Centre for Ice and Climate
Transformation of a preservation worthy building into a modern wet laboratory
The Carlsberg Foundation's preservation worthy Biological Institute from 1932 houses the Centre for Ice and Climate, where drill cores from Greenland and Antarctica are now analysed in newly equipped wet laboratories.
- Location
- Copenhagen, Denmark
- Category
- Transformations, Culture
- Year
- 2018 - 2018
- Client
- Copenhagen University
- Collaborators
- Niras
The laboratory building at Tagensvej 16 was, until the transformation in 2018, intended for cancer research. Today the building's newly renovated wet laboratories and offices functions as Niels Bohr Institute's section for the Physics of Ice, Climate and Earth.
From a temporary to a permanent residence
Originally, the plan for the transformation of the conservation-worthy building was to create a temporary research facility until a permanent move to the Niels Bohr Institute was possible. However, the transformation of the building into an ice laboratory, became such a great success that the Institute now and in the future belongs at Tagensvej 16 as part of the Nørre Campus.
User involvement
The important studies and analyses of ice cores, water stable isotopes, greenhouse gas, impurity concentrations, and ice properties requires specially adapted laboratories. Therefore, the layout is carefully planned based on clarification of the needs and workflows of the house's researchers, students, and the institute's management.
Initial analysis and clarification of needs have been followed up by continuous dialogue throughout the entire project development, where technical and interior design requirements specifications have been clarified. This has provided an updated and adapted working environment with space for laboratories, ancillary functions, and office space.
Renovation and transformation of the Laboratory Building has been carried out as part of Dissing+Weitling's framework agreement for the University of Copenhagen.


Give back the records in full, with every line exactly as it was.

[Data extracted from a collection]

........

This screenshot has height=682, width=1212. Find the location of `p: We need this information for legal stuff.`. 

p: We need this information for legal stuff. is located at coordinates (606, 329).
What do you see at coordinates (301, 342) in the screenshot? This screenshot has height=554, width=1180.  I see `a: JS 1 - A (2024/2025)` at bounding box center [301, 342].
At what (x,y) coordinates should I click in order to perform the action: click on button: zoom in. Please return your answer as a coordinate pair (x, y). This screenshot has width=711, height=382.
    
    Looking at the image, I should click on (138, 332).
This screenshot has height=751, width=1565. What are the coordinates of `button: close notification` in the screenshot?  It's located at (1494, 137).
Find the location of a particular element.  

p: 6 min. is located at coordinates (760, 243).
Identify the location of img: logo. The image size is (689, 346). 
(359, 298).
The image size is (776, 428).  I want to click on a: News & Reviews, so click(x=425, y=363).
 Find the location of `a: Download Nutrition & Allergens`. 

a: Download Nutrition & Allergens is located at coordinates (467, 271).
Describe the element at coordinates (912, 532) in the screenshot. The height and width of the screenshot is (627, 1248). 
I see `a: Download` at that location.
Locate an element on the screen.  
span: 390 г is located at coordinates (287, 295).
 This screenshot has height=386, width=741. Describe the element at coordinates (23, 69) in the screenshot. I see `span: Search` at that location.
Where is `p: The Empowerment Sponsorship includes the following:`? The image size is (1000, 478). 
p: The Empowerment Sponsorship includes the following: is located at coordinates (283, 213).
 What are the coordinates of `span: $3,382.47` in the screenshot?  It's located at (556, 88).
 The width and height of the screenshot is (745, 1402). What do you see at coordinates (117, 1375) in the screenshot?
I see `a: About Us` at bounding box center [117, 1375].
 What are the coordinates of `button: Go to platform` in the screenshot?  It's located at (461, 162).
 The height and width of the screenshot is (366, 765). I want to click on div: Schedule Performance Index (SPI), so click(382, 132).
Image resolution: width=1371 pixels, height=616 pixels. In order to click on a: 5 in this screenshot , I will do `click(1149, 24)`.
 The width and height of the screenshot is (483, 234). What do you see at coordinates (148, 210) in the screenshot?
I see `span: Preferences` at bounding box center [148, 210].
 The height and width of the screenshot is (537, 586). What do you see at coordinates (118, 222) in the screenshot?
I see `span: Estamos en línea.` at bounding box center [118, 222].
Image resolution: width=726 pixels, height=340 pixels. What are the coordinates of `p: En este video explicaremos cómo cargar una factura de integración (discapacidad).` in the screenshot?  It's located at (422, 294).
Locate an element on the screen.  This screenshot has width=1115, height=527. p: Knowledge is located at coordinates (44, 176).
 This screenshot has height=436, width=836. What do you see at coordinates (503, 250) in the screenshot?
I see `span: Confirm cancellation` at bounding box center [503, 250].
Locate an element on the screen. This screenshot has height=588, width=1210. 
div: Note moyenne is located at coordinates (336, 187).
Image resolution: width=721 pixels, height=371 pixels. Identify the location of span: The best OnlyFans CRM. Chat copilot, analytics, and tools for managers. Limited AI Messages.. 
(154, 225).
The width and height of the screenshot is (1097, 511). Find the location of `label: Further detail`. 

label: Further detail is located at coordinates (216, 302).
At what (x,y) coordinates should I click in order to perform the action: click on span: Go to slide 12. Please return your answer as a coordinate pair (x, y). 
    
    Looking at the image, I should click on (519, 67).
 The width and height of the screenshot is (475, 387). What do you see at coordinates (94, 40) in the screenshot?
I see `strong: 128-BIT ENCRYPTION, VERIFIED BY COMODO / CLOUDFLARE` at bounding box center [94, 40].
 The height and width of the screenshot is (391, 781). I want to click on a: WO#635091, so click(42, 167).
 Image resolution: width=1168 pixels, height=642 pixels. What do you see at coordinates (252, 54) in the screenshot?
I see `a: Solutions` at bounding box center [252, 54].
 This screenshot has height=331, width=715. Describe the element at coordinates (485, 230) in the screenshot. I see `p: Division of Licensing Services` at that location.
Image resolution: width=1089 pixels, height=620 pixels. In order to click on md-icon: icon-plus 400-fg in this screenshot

........

Task response →
This screenshot has height=682, width=1212. Find the location of `p: We need this information for legal stuff.`. 

p: We need this information for legal stuff. is located at coordinates (606, 329).
What do you see at coordinates (301, 342) in the screenshot? This screenshot has height=554, width=1180.  I see `a: JS 1 - A (2024/2025)` at bounding box center [301, 342].
At what (x,y) coordinates should I click in order to perform the action: click on button: zoom in. Please return your answer as a coordinate pair (x, y). This screenshot has width=711, height=382.
    
    Looking at the image, I should click on (138, 332).
This screenshot has height=751, width=1565. What are the coordinates of `button: close notification` in the screenshot?  It's located at (1494, 137).
Find the location of a particular element.  

p: 6 min. is located at coordinates (760, 243).
Identify the location of img: logo. The image size is (689, 346). 
(359, 298).
The image size is (776, 428).  I want to click on a: News & Reviews, so click(x=425, y=363).
 Find the location of `a: Download Nutrition & Allergens`. 

a: Download Nutrition & Allergens is located at coordinates (467, 271).
Describe the element at coordinates (912, 532) in the screenshot. The height and width of the screenshot is (627, 1248). 
I see `a: Download` at that location.
Locate an element on the screen.  
span: 390 г is located at coordinates (287, 295).
 This screenshot has height=386, width=741. Describe the element at coordinates (23, 69) in the screenshot. I see `span: Search` at that location.
Where is `p: The Empowerment Sponsorship includes the following:`? The image size is (1000, 478). 
p: The Empowerment Sponsorship includes the following: is located at coordinates (283, 213).
 What are the coordinates of `span: $3,382.47` in the screenshot?  It's located at (556, 88).
 The width and height of the screenshot is (745, 1402). What do you see at coordinates (117, 1375) in the screenshot?
I see `a: About Us` at bounding box center [117, 1375].
 What are the coordinates of `button: Go to platform` in the screenshot?  It's located at (461, 162).
 The height and width of the screenshot is (366, 765). I want to click on div: Schedule Performance Index (SPI), so click(382, 132).
Image resolution: width=1371 pixels, height=616 pixels. In order to click on a: 5 in this screenshot , I will do `click(1149, 24)`.
 The width and height of the screenshot is (483, 234). What do you see at coordinates (148, 210) in the screenshot?
I see `span: Preferences` at bounding box center [148, 210].
 The height and width of the screenshot is (537, 586). What do you see at coordinates (118, 222) in the screenshot?
I see `span: Estamos en línea.` at bounding box center [118, 222].
Image resolution: width=726 pixels, height=340 pixels. What are the coordinates of `p: En este video explicaremos cómo cargar una factura de integración (discapacidad).` in the screenshot?  It's located at (422, 294).
Locate an element on the screen.  This screenshot has width=1115, height=527. p: Knowledge is located at coordinates (44, 176).
 This screenshot has height=436, width=836. What do you see at coordinates (503, 250) in the screenshot?
I see `span: Confirm cancellation` at bounding box center [503, 250].
Locate an element on the screen. This screenshot has height=588, width=1210. 
div: Note moyenne is located at coordinates (336, 187).
Image resolution: width=721 pixels, height=371 pixels. Identify the location of span: The best OnlyFans CRM. Chat copilot, analytics, and tools for managers. Limited AI Messages.. 
(154, 225).
The width and height of the screenshot is (1097, 511). Find the location of `label: Further detail`. 

label: Further detail is located at coordinates (216, 302).
At what (x,y) coordinates should I click in order to perform the action: click on span: Go to slide 12. Please return your answer as a coordinate pair (x, y). 
    
    Looking at the image, I should click on (519, 67).
 The width and height of the screenshot is (475, 387). What do you see at coordinates (94, 40) in the screenshot?
I see `strong: 128-BIT ENCRYPTION, VERIFIED BY COMODO / CLOUDFLARE` at bounding box center [94, 40].
 The height and width of the screenshot is (391, 781). I want to click on a: WO#635091, so click(42, 167).
 Image resolution: width=1168 pixels, height=642 pixels. What do you see at coordinates (252, 54) in the screenshot?
I see `a: Solutions` at bounding box center [252, 54].
 This screenshot has height=331, width=715. Describe the element at coordinates (485, 230) in the screenshot. I see `p: Division of Licensing Services` at that location.
Image resolution: width=1089 pixels, height=620 pixels. In order to click on md-icon: icon-plus 400-fg in this screenshot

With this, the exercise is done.